We’re getting accustomed to brief intervals where the Arctic Ocean is open for navigation, but the North Pole itself? Until recently those pesky, alarmist scientists were warning that the North Pole could be ice free in as little as 60-years. Now they’re predicting that may be just five years off.
From The Guardian:
What really unsettles scientists, however, is their inability to forecast precisely what is happening in the Arctic, the part of the world most vulnerable to the effects of global warming. ‘When we did the first climate change computer models, we thought the Arctic’s summer ice cover would last until around 2070,’ said Professor Peter Wadhams of Cambridge University. ‘It is now clear we did not understand how thin the ice cap had already become – for Arctic ice cover has since been disappearing at ever increasing rates. Every few years we have to revise our estimates downwards. Now the most detailed computer models suggest the Arctic’s summer ice is going to last for only a few more years – and given what we have seen happen last week, I think they are probably correct.’
The most important of these computer studies of ice cover was carried out a few months ago by Professor Wieslaw Maslowski of the Naval Postgraduate School in Monterey, California. Using US navy supercomputers, his team produced a forecast which indicated that by 2013 there will be no ice in the Arctic – other than a few outcrops on islands near Greenland and Canada – between mid-July and mid-September.
‘It does not really matter whether 2007 or 2008 is the worst year on record for Arctic ice,’ Maslowski said. ‘The crucial point is that ice is clearly not building up enough over winter to restore cover and that when you combine current estimates of ice thickness with the extent of the ice cap, you get a very clear indication that the Arctic is going to be ice-free in summer in five years. And when that happens, there will be consequences.’
This point was backed by Mark Serreze [of the US National Snow and Ice Data Centre in Boulder, Colorado]. ‘The trouble is that sea ice is now disappearing from the Arctic faster than our ability to develop new computer models and to understand what is happening there. We always knew it would be the first region on Earth to feel the impact of climate change, but not at anything like this speed. What is happening now indicates that global warming is occurring far earlier than any of us expected.”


TASK TO COMPLETE: Keep the images out and copy every entry below exactly.

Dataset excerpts
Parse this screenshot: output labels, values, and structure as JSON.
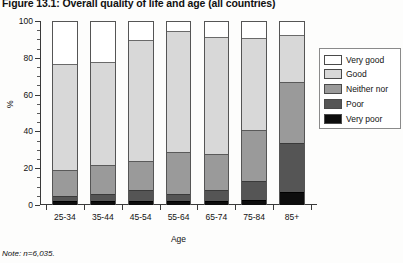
{
  "figure": {
    "title": "Figure 13.1: Overall quality of life and age (all countries)",
    "note": "Note: n=6,035."
  },
  "axes": {
    "ylabel": "%",
    "xlabel": "Age",
    "yticks": [
      "0",
      "20",
      "40",
      "60",
      "80",
      "100"
    ]
  },
  "legend": {
    "items": [
      {
        "label": "Very good",
        "color": "#ffffff"
      },
      {
        "label": "Good",
        "color": "#d8d8d8"
      },
      {
        "label": "Neither nor",
        "color": "#9a9a9a"
      },
      {
        "label": "Poor",
        "color": "#555555"
      },
      {
        "label": "Very poor",
        "color": "#0d0d0d"
      }
    ]
  },
  "chart_data": {
    "type": "bar",
    "subtype": "stacked-vertical",
    "title": "Figure 13.1: Overall quality of life and age (all countries)",
    "xlabel": "Age",
    "ylabel": "%",
    "ylim": [
      0,
      100
    ],
    "ytick_interval": 20,
    "yminor_interval": 5,
    "grid": false,
    "legend_position": "right",
    "note": "Note: n=6,035.",
    "categories": [
      "25-34",
      "35-44",
      "45-54",
      "55-64",
      "65-74",
      "75-84",
      "85+"
    ],
    "series": [
      {
        "name": "Very poor",
        "color": "#0d0d0d",
        "values": [
          2,
          2,
          2,
          2,
          2,
          3,
          7
        ]
      },
      {
        "name": "Poor",
        "color": "#555555",
        "values": [
          3,
          4,
          6,
          4,
          6,
          10,
          27
        ]
      },
      {
        "name": "Neither nor",
        "color": "#9a9a9a",
        "values": [
          14,
          16,
          16,
          23,
          20,
          28,
          33
        ]
      },
      {
        "name": "Good",
        "color": "#d8d8d8",
        "values": [
          58,
          56,
          66,
          66,
          64,
          50,
          26
        ]
      },
      {
        "name": "Very good",
        "color": "#ffffff",
        "values": [
          23,
          22,
          10,
          5,
          8,
          9,
          7
        ]
      }
    ]
  }
}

EXERCISE ANSWER:
Parse this screenshot: output labels, values, and structure as JSON.
{
  "figure": {
    "title": "Figure 13.1: Overall quality of life and age (all countries)",
    "note": "Note: n=6,035."
  },
  "axes": {
    "ylabel": "%",
    "xlabel": "Age",
    "yticks": [
      "0",
      "20",
      "40",
      "60",
      "80",
      "100"
    ]
  },
  "legend": {
    "items": [
      {
        "label": "Very good",
        "color": "#ffffff"
      },
      {
        "label": "Good",
        "color": "#d8d8d8"
      },
      {
        "label": "Neither nor",
        "color": "#9a9a9a"
      },
      {
        "label": "Poor",
        "color": "#555555"
      },
      {
        "label": "Very poor",
        "color": "#0d0d0d"
      }
    ]
  },
  "chart_data": {
    "type": "bar",
    "subtype": "stacked-vertical",
    "title": "Figure 13.1: Overall quality of life and age (all countries)",
    "xlabel": "Age",
    "ylabel": "%",
    "ylim": [
      0,
      100
    ],
    "ytick_interval": 20,
    "yminor_interval": 5,
    "grid": false,
    "legend_position": "right",
    "note": "Note: n=6,035.",
    "categories": [
      "25-34",
      "35-44",
      "45-54",
      "55-64",
      "65-74",
      "75-84",
      "85+"
    ],
    "series": [
      {
        "name": "Very poor",
        "color": "#0d0d0d",
        "values": [
          2,
          2,
          2,
          2,
          2,
          3,
          7
        ]
      },
      {
        "name": "Poor",
        "color": "#555555",
        "values": [
          3,
          4,
          6,
          4,
          6,
          10,
          27
        ]
      },
      {
        "name": "Neither nor",
        "color": "#9a9a9a",
        "values": [
          14,
          16,
          16,
          23,
          20,
          28,
          33
        ]
      },
      {
        "name": "Good",
        "color": "#d8d8d8",
        "values": [
          58,
          56,
          66,
          66,
          64,
          50,
          26
        ]
      },
      {
        "name": "Very good",
        "color": "#ffffff",
        "values": [
          23,
          22,
          10,
          5,
          8,
          9,
          7
        ]
      }
    ]
  }
}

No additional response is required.